Blichar, one of the Lehigh Valley’s top senior players in his first year of eligibility for the U.S. Senior Amateur at age 55, had a steady round that featured two birdies and three bogeys.
   Reigning U.S. Senior Amateur champion Sean Knapp, one of western Pennsylvania’s top amateur players for years, is tied for 34th place at 3-over 75. Knapp defeated Paul Simson, a two-time U.S. Senior Amateur champion, 2 and 1, in the final a year ago at The Minikahda Club in Minneapolis.
   Knapp captured the Pennsylvania Golf Association’s Senior Amateur Championship earlier this month at the Philadelphia Cricket Club’s Militia Hill Course.

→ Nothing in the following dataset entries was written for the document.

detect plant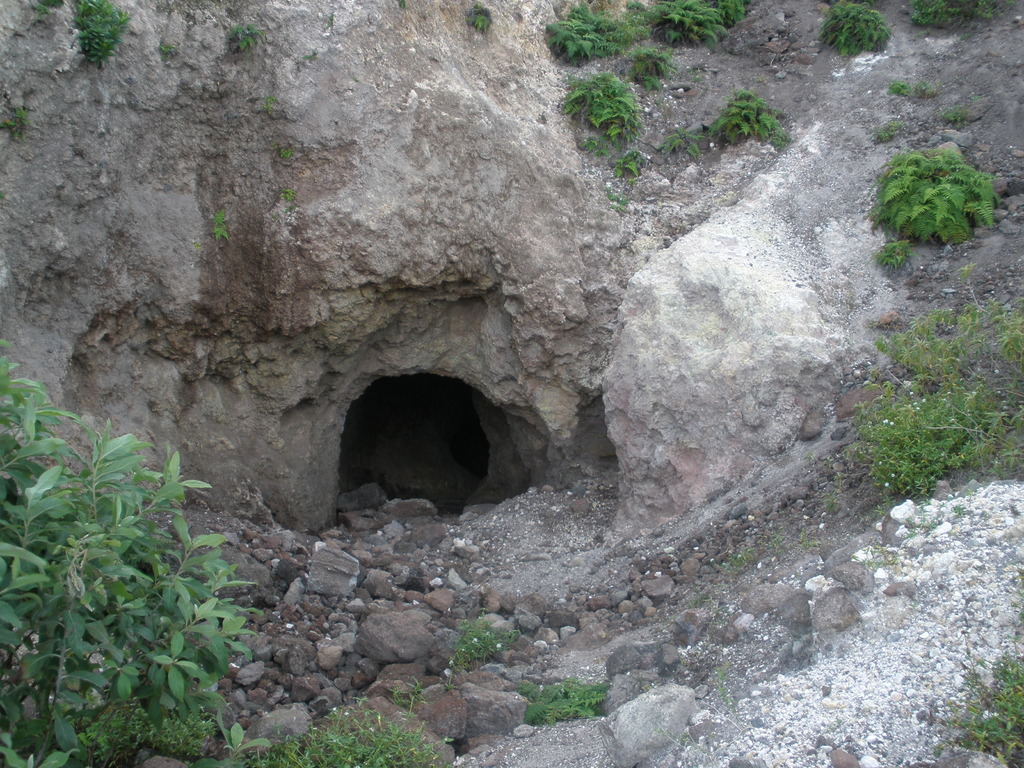
rect(159, 40, 168, 61)
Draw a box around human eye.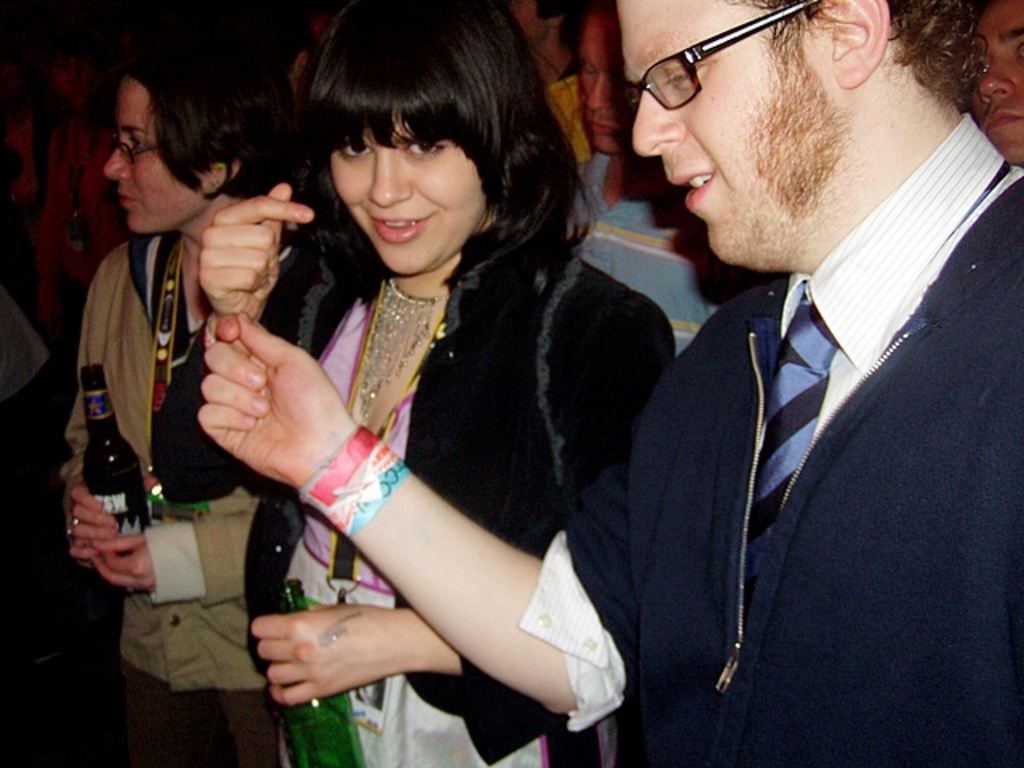
<box>667,62,698,94</box>.
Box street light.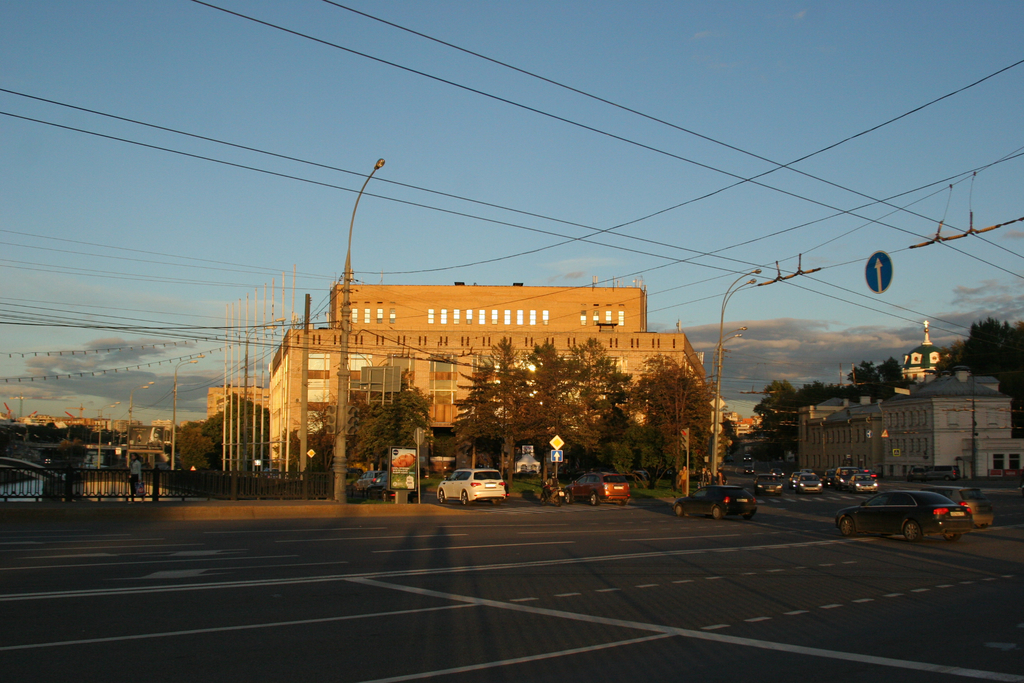
rect(96, 402, 122, 472).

   Two other players who emerged from the Tavistock qualifier, David West of Exton and Edward Armagost, a former PGA Tour caddy who loops at Pine Valley Golf Club, are part of a large group of players tied for 62nd place at 5-over 77. They have some work to do to earn a spot in match play.
   Merion Golf Club’s George “Buddy” Marucci, the 2008 U.S. Senior Amateur champion and two-time winning U.S. Walker Cup captain, posted a 79.
   Pine Valley’s James Dunne, who also earned his ticket to Eugene at the Tavistock qualifier, struggled to an 86. Dunne is also a member at Shinnecock Hills and was featured in a story The Golf Channel broadcast in the run-up to this summer’s U.S. Open at the William Flynn classic on the eastern tip of Long Island.
   Leading the way after the opening round of qualifying is Gregory Condon of Monte Vista, Colo, who fired a 5-under 67.
   A Google search on Condon revealed a pretty neat story from the USGA archives about his run to the second round of the now defunct U.S. Amateur Public Links Championship in 2012 when he was 50.
   He doesn’t look like a golfer, but the guy can really play. After making a bogey on the second hole at Eugene Saturday, Condon made birdies at  five, seven and eight to get to 2-under at the turn and then rattled off birdies at 15, 16 and 18 in a finishing burst that left him two shots clear of the field at 5-under.